Customized Simulation – Software Package for Batch Distillation

Simulating and Optimizing Dynamic Processes in Chemical Engineering

In many industrial processes, there is still undiscovered potential for improvement - for example, in terms of the yield of a target product and the energy required to produce it. Identifying this potential is of crucial importance, especially in times of scarce resources. We develop reliable, easy-to-use and individually tailored software for the simulation and optimization of dynamic processes in process engineering. Our software products allow the users to interactively discover potential for improvement and support them in finding optimal solutions. 

 

Software for Batch Distillation

A team from the departments »Optimization - Technical Processes« and »Transport Operations« is developing a software package for the simulation and optimization of batch distillation processes at industrial companies. Batch distillations are used to produce high-purity chemicals from relatively small batches of an initial mixture composed of several substances. For this purpose, the mixture is filled into the bottom of a distillation column and heated there. Due to the different boiling temperatures of the individual substances, they evaporate at different rates and thus reach the condenser at the top of the column at different speeds. In this condenser, the incoming vaporous mixture of substances is liquefied again and then partly withdrawn into various fraction containers and partly refluxed to the column. 

Schematic drawing of a batch distillation column
© Fraunhofer ITWM
Schematic drawing of a batch distillation column with the heated sump at the bottom, the condenser at the top of the column and the stages between the sump and the top, in which the liquid and vapor phase(s) are in thermodynamic equilibrium. The mixture of substances liquefied in the condenser is partly withdrawn and collected in - in this case three - fraction containers and partly returned to the column.

Dynamic Simulation Model

Batch distillation processes are very dynamic in the sense that the mixture compositions, temperatures, pressures and flows in the distillation column can change very quickly and suddenly. In order to adequately describe such rapid changes, a dynamic simulation model is required. We always decide in close consultation with our industrial partners exactly which aspects are taken into account in the model and which are not. In general, the simulation model should be as coarse and simple as possible and only as fine as necessary. In the example mentioned, it was particularly important to our project partners that the simulation model - beyond the usual vapor-liquid equilibria - also depicts liquid-liquid equilibria. Reactions in the column sump or solid-liquid equilibria, on the other hand, were not to be modeled initially. 

Simulation Module as the Core of the Software Package

Our simulator allows to predict the mixture compositions, temperatures, pressures and streams in the distillation column at any given time, depending on the column geometry, the initial composition of the bottom mixture and on the various control variables such as the evaporator heating capacity or the reflux ratios from the condenser into the column. These control variables can be conveniently specified via a graphical user interface. Our simulator is implemented in the high-performance language C++. The implementation builds on a version of the simulator that has already been successfully used for the simulation of other dynamic network systems, namely for power and district heating networks.  

Apart from this basic simulation core, our software package also includes two optimization modules:

  • one for substance parameter estimation
  • one for the optimal control of the batch distillation process
Predicted Composition for a Substance Mixture
© Fraunhofer ITWM
Composition of the distillate withdrawn at the column head, as predicted by our simulator for a 7-component mixture. As can be seen, very sudden changes in composition occur in this system. Moreover, a second liquid phase is formed during distillation – whereas at the beginning and at the end there is only one liquid phase in the distillate.

Estimation of Substance Parameters

The first optimization module allows unknown or only imprecisely known thermodynamic substance parameters underlying the batch distillation process to be estimated. For this purpose, an external optimizer adjusts the substance parameters such that the predictions of our simulation model are as close as possible to the experimentally measured values. The choice of the substance parameters to be optimized and the experimental comparison variables is made via the user interface. 

Optimal Specification of Control Variables

The second optimization module makes it possible to set the control variable profiles of the batch distillation process under consideration in such a way that certain user-defined objectives are achieved in the best possible way, while at the same time strictly adhering to certain constraints. Control variables are, for example, the reflux ratios from the condenser to the column or the fraction boundaries. Objectives can be to maximize the target product yield, minimize the waste product amount, minimize the total energy, or minimize the total distillation time, and a typical constraint is that the purity of the target product in the main fraction must be at least 95 percent. 

Graphical User Interface for Analysis of Simulation and Optimization Results

The graphical user interface not only allows for a very simple and user-friendly definition of the simulation and optimization problems to be solved. The users can also visually analyze the calculated simulation and optimization results. In particular, it allows an easy comparison of different optimal solutions and the selection of a best solution for the current objective.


** Directions for this task **
Would you give the number of lines below in which the string "Native" appears? Nothing else is needed.

Figure content listings:
BEGIN

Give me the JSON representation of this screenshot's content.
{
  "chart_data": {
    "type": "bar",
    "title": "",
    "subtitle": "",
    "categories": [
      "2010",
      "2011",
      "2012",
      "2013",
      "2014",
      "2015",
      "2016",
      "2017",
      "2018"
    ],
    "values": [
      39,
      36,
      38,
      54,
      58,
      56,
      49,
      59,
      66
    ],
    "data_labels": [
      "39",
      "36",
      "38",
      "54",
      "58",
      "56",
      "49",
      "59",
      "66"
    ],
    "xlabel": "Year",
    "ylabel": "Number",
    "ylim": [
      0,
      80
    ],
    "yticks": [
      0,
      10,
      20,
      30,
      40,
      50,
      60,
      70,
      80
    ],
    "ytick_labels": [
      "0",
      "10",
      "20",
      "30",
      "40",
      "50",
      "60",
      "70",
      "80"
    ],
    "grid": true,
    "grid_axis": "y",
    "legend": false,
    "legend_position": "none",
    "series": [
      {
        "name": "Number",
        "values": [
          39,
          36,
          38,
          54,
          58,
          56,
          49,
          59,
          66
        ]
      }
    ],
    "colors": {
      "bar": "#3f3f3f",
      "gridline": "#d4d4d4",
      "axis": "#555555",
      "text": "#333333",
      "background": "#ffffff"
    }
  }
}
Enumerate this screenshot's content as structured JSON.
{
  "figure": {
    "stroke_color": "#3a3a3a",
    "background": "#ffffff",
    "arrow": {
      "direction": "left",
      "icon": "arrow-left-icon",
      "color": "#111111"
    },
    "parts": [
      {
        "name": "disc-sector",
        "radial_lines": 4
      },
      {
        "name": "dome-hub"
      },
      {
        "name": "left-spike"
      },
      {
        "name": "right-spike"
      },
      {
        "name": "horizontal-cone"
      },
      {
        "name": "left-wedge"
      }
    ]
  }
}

END
BEGIN

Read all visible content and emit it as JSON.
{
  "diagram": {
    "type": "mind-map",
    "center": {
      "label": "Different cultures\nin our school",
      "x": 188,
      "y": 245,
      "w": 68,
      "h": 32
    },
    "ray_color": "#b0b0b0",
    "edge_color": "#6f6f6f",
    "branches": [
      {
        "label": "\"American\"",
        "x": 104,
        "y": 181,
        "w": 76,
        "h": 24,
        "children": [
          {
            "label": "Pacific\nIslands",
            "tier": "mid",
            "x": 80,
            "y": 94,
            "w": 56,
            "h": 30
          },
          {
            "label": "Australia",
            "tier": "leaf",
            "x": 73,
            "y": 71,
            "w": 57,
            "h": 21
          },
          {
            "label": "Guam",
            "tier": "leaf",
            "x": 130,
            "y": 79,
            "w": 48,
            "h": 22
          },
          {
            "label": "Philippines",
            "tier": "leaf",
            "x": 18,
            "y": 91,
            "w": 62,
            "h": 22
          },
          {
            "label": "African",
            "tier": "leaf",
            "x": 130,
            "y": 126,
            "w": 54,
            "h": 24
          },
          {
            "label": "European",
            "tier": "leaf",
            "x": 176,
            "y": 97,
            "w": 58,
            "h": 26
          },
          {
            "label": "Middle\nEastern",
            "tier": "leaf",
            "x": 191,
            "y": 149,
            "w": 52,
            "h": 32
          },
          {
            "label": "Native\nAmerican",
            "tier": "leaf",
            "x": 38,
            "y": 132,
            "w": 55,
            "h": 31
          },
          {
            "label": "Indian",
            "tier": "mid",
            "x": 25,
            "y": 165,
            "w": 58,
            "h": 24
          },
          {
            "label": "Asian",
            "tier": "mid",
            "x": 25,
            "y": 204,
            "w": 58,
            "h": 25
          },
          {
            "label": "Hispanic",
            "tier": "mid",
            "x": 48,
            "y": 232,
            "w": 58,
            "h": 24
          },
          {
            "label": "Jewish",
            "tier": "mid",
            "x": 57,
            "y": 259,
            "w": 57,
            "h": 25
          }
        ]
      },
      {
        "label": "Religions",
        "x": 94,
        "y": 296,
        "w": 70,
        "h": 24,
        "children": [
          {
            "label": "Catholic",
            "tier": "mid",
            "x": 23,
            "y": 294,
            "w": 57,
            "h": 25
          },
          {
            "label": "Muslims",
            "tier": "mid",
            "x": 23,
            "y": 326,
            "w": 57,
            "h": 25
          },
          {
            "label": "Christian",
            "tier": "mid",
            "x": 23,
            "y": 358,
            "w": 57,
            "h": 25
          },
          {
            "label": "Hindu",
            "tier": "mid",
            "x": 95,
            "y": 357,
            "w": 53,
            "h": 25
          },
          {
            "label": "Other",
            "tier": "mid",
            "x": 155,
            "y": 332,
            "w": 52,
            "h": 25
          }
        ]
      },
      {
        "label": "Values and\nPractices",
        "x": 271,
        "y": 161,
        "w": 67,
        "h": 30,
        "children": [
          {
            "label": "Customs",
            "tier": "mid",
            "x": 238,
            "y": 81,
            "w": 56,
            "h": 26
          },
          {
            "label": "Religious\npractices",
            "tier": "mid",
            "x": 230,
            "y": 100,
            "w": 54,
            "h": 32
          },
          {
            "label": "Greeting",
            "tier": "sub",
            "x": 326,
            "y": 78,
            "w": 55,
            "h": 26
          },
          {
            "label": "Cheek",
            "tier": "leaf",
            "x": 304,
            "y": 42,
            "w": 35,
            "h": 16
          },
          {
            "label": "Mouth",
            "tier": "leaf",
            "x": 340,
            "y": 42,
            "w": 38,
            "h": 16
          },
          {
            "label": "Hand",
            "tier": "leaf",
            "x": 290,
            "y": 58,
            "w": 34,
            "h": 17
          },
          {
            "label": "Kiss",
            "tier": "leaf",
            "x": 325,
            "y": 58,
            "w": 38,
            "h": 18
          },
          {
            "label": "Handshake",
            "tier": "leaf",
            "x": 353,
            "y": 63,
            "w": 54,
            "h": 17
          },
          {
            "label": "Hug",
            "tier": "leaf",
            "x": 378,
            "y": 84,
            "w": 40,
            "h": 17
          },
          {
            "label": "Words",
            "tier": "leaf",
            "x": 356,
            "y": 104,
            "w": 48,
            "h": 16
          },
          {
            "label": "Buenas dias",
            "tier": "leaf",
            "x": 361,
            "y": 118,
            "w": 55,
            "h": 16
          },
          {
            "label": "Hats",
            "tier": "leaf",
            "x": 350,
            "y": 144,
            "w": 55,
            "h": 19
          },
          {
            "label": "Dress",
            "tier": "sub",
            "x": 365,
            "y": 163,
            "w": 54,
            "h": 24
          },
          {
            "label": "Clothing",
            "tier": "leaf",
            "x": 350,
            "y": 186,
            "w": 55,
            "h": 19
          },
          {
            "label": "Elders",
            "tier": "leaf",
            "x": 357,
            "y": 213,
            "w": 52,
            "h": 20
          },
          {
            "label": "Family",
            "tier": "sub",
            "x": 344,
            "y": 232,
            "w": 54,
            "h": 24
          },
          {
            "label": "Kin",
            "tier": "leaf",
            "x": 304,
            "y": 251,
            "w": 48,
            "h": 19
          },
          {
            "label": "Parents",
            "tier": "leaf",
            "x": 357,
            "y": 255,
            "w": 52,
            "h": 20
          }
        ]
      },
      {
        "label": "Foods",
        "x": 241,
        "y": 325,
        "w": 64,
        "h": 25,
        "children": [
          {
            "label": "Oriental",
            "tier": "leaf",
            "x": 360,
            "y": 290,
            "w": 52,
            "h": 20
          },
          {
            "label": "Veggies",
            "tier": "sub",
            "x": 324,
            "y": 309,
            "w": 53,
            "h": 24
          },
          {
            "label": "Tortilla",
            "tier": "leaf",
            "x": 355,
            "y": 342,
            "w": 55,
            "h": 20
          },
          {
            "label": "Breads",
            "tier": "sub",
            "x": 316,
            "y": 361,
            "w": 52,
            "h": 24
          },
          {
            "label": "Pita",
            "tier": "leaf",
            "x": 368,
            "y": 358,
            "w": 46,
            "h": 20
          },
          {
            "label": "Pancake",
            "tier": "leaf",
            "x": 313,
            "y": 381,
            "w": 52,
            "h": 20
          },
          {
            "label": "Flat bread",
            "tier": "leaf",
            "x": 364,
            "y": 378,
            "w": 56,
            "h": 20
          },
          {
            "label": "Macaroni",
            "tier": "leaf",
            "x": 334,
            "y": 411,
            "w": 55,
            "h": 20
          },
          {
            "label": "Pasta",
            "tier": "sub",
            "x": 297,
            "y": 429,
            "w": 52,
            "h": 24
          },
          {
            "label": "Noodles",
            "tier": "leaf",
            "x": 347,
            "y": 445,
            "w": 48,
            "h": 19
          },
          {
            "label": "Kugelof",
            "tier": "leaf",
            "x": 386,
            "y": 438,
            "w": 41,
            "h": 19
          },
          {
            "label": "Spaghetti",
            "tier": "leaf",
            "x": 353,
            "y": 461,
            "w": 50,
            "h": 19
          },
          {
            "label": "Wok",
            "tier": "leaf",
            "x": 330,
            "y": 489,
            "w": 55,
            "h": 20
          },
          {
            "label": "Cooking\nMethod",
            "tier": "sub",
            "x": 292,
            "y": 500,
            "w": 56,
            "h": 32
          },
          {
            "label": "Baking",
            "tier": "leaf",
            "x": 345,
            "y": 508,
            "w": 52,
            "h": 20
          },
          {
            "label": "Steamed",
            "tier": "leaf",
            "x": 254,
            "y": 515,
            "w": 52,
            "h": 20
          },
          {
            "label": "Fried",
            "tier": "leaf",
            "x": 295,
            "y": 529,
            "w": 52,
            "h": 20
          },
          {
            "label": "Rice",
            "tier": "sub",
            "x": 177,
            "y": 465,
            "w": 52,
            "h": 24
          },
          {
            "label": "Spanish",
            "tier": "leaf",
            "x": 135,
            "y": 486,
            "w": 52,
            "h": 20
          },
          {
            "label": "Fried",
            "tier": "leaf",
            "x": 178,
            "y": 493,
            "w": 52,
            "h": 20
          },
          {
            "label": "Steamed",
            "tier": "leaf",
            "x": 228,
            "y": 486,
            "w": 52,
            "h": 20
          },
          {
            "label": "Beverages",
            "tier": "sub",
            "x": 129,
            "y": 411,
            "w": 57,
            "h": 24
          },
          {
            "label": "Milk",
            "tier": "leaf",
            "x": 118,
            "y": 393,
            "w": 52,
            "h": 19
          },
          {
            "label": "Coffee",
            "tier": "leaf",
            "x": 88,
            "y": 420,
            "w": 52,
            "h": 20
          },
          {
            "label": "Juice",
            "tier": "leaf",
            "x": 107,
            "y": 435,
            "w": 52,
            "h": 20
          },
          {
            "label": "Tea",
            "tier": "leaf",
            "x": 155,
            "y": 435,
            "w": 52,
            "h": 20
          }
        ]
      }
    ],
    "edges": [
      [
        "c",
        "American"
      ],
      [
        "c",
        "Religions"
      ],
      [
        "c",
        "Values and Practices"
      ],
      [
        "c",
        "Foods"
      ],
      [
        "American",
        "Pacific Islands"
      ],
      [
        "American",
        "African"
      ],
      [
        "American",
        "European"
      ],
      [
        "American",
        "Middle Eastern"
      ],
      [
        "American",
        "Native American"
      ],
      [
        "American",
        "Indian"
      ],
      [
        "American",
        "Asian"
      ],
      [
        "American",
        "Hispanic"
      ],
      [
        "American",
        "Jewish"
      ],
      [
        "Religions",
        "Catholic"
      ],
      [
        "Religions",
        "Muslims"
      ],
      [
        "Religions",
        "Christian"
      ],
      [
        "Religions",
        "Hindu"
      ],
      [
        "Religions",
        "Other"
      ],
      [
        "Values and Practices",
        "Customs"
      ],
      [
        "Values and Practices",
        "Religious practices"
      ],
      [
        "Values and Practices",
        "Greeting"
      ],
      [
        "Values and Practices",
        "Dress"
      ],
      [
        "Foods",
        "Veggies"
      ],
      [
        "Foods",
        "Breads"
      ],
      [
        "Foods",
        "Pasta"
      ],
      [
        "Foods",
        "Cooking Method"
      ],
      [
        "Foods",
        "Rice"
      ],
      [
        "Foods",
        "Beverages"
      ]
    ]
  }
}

END

** Finished exercise **
2